Manufacturing
iStockphoto/SweetBunFactory

One of the purported goals of recent U.S. trade policy is to rejuvenate domestic manufacturing — but, in a new report, Fitch Ratings said technological progress is the central reason behind the sector’s declining share of GDP, and that’s unlikely to be reversed with tariffs.

The rating agency said the U.S. administration has frequently cited boosting U.S. manufacturing capacity and jobs as a central justification for raising tariffs — in the hope that costlier imports cause firms to opt for domestic production instead.

However, Fitch said its analysis finds that technology-driven productivity gains over the past 50 years have been the key driver of the decline in the manufacturing sector’s share of GDP and employment.
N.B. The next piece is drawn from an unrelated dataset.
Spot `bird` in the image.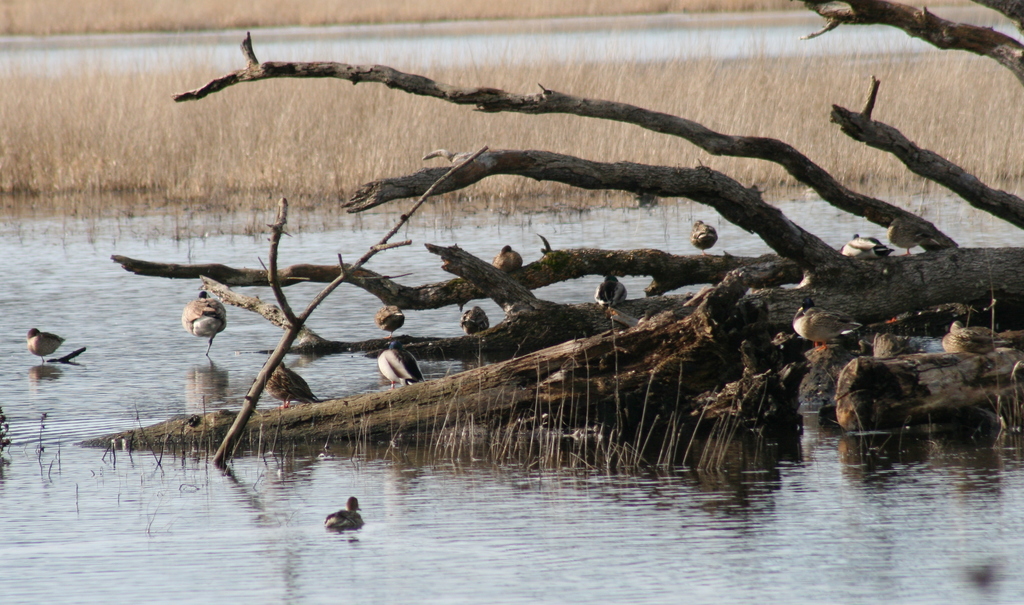
`bird` found at select_region(935, 323, 1000, 349).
“This fundamental technological trend is unlikely to be affected much by higher tariffs,” it said.

While the manufacturing sector’s share of nominal GDP has dropped from about 25% in 1960 to closer to 10% today, the report noted that, “The share of manufacturing in real GDP is the same now as in 1960.”
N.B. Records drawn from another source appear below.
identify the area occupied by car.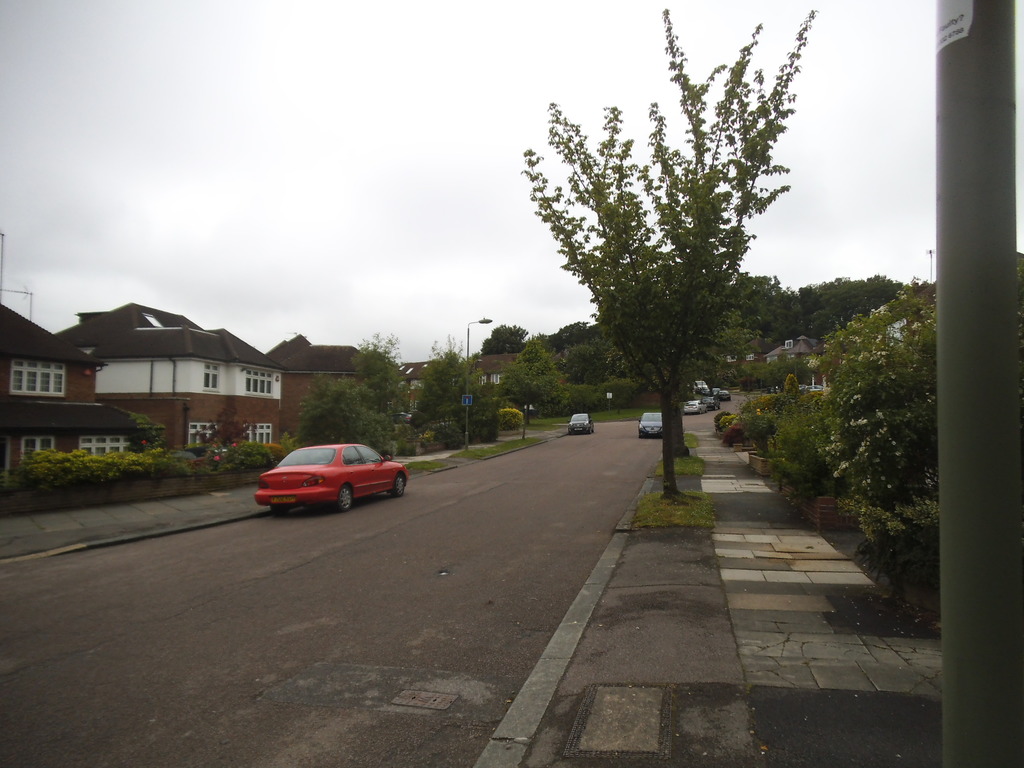
Area: (701, 397, 715, 409).
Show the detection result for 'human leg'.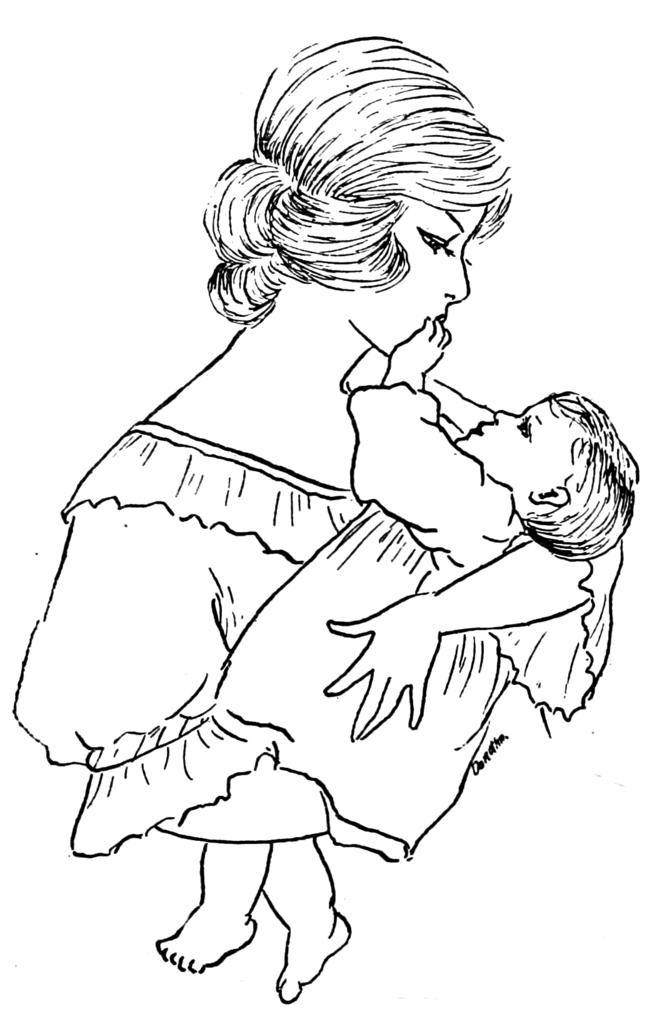
<bbox>149, 742, 268, 975</bbox>.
Indeed, real GDP and real manufacturing output have both risen by about 550% over that period, it reported.

“The contrast between the trend in the manufacturing share in nominal versus real terms reflects a fall in the relative price of manufacturing output,” Fitch said — which, in turn, reflects faster growth in manufacturing productivity.

“Average hourly wages in manufacturing and the economy as whole have moved in lockstep, but the amount of labour needed to produce a given level of output has fallen much more quickly in manufacturing,” it said.